In the occupied and blockaded Gaza Strip, Palestinian demonstrators have been met with lethal violence from well-protected Israeli snipers the other side of a fortified fence; more than 100 Palestinians have been killed since 30 March, and more than 3,00 injured by live fire alone. The majority of Palestinians in the Gaza Strip are refugees and their families, expelled by Zionist paramilitaries and Israeli state forces from their homes and villages in the Nakba, 70 years ago.

While the horrendous bloodshed in Gaza has, understandably, dominated headlines, in the occupied West Bank, ‘normal’ life for Palestinians continues to mean settlement expansion and settler violence, land expropriation, home demolitions, forced displacement, freedom of movement restrictions, water shortages, violent night raids, and systematic military detention. In Jerusalem, which of course now hosts the US embassy, Palestinian residents of the occupied, and illegally-annexed, East confront ongoing discrimination, demolitions, and evictions.

Meanwhile, for Palestinian citizens of Israel, long-standing systematic discrimination continues to impact on their everyday lives when it comes to land and housing, education, political expression, family life, and more. If anything, the trajectory is going in the wrong direction. Umm al-Hiran, a Bedouin Palestinian village in the Naqab/Negev is set to be destroyed so that a new Jewish town can be built in its place. Meanwhile, in the Knesset, politicians continue their efforts to advance ‘Jewish nation state’ legislation, that would further cement the ‘separate and not equal’ status quo.

Surveying modern day Israel and the occupied Palestinian territory (oPt) – East Jerusalem, the West Bank, and Gaza Strip – it is clear that what has emerged, in practical terms, is a de-facto, single state. Since 1967, Israeli authorities have pursued a number of steps designed to colonise Palestinian land in the West Bank, practical policies shaped by an absolute rejection of Palestinian self-determination and sovereignty. The Likud party of current Israeli prime minister Benjamin Netanyahu certainly gave the settlements in the oPt a turbo boost – but it was Labor which kick-started the colonisation of the West Bank in the first years after 1967. Today, neither the Israeli right nor ‘centre/left’ are offering the Palestinians a package that gets anywhere close to the minimum they can accept.

Gaza 14th May 2018

In terms of what this Israeli government or any conceivable future coalition can offer the Palestinians, the options are grim: more of the status quo (Netanyahu), formal annexation (Jewish Home and parts of Likud), or a Bantustan state in the name of ‘separation’ (Labor, Yesh Atid). Palestinian self-determination and basic rights – like the right of refugees to return – are rejected out of hand by all the main Israeli political parties. This is not new – but years of negotiations, and talks about talks, under the auspices of the US-supervised ‘peace process’ helped obfuscate the fundamental issue at hand. In the last few years, however, it has become harder to ignore the de-facto, single state reality on the ground, as Benjamin Netanyahu’s government has enthusiastically pursued measures designed to cement Israel’s hold on the oPt – the West Bank in particular.

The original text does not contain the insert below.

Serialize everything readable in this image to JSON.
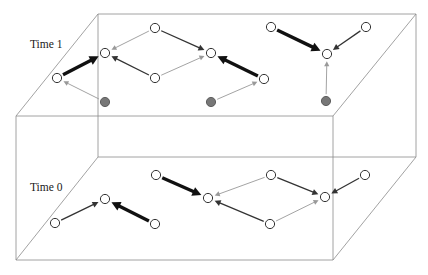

My new book begins with an unflinching look at this reality – one where Palestinians are either excluded from their homeland entirely, or, are subjected to varying degrees of segregation and brutality under Israeli – de jure or de facto – rule. Israel has erased the ‘Green Line’, both in practical and political terms, and Palestinians on either side – whether under military rule in the oPt or as second-class citizens inside the pre-1967 lines – are subjected to the same regime of control, exclusion, and discrimination. If this is a de-facto, single state, it is an apartheid one.

Internationally, however, there are hopeful signs – developments that are already starting to produce cracks in Israel’s traditional pillars of support. Should these cracks widen, they will play an important role in the transformation of this de-facto, apartheid single state into a democratic one.

One such important development is the growing opposition to Israeli policies amongst American Jews, especially the younger generation. Indeed, for many, the dissent is not just about specific issues such as West Bank settlements or war crimes in Gaza, but about Zionism itself. In an era of Donald Trump and Netanyahu, there are a growing number of young American Jews rejecting hard-right nationalism and support for an ethno-state at home and in Palestine/Israel.

The Trump-Netanyahu mutual embrace is not just impacting on the American Jewish community’s approach to Israel, however; it is also both a symptom and accelerant of another longer-standing trend – the end of bipartisan support for Israel. The nomination of – and opposition to – now US ambassador to Israel, David Friedman, was a perfect illustration of a trajectory that has the smarter Israelis worried. Friedman, a supporter of West Bank settlements and contemptuous of even liberal-minded Zionists, found the path to his nomination strewn with opposition from Democrats and a number of American Jewish groups. This was a new phenomenon; ambassadorial appointments are typically a formality. But while explicit criticism of Israel is still a rare phenomenon amongst Democrats on Capitol Hill, polls have long shown that there is a yawning disparity between the position of the party’s leadership and politicians, and that of the grassroots.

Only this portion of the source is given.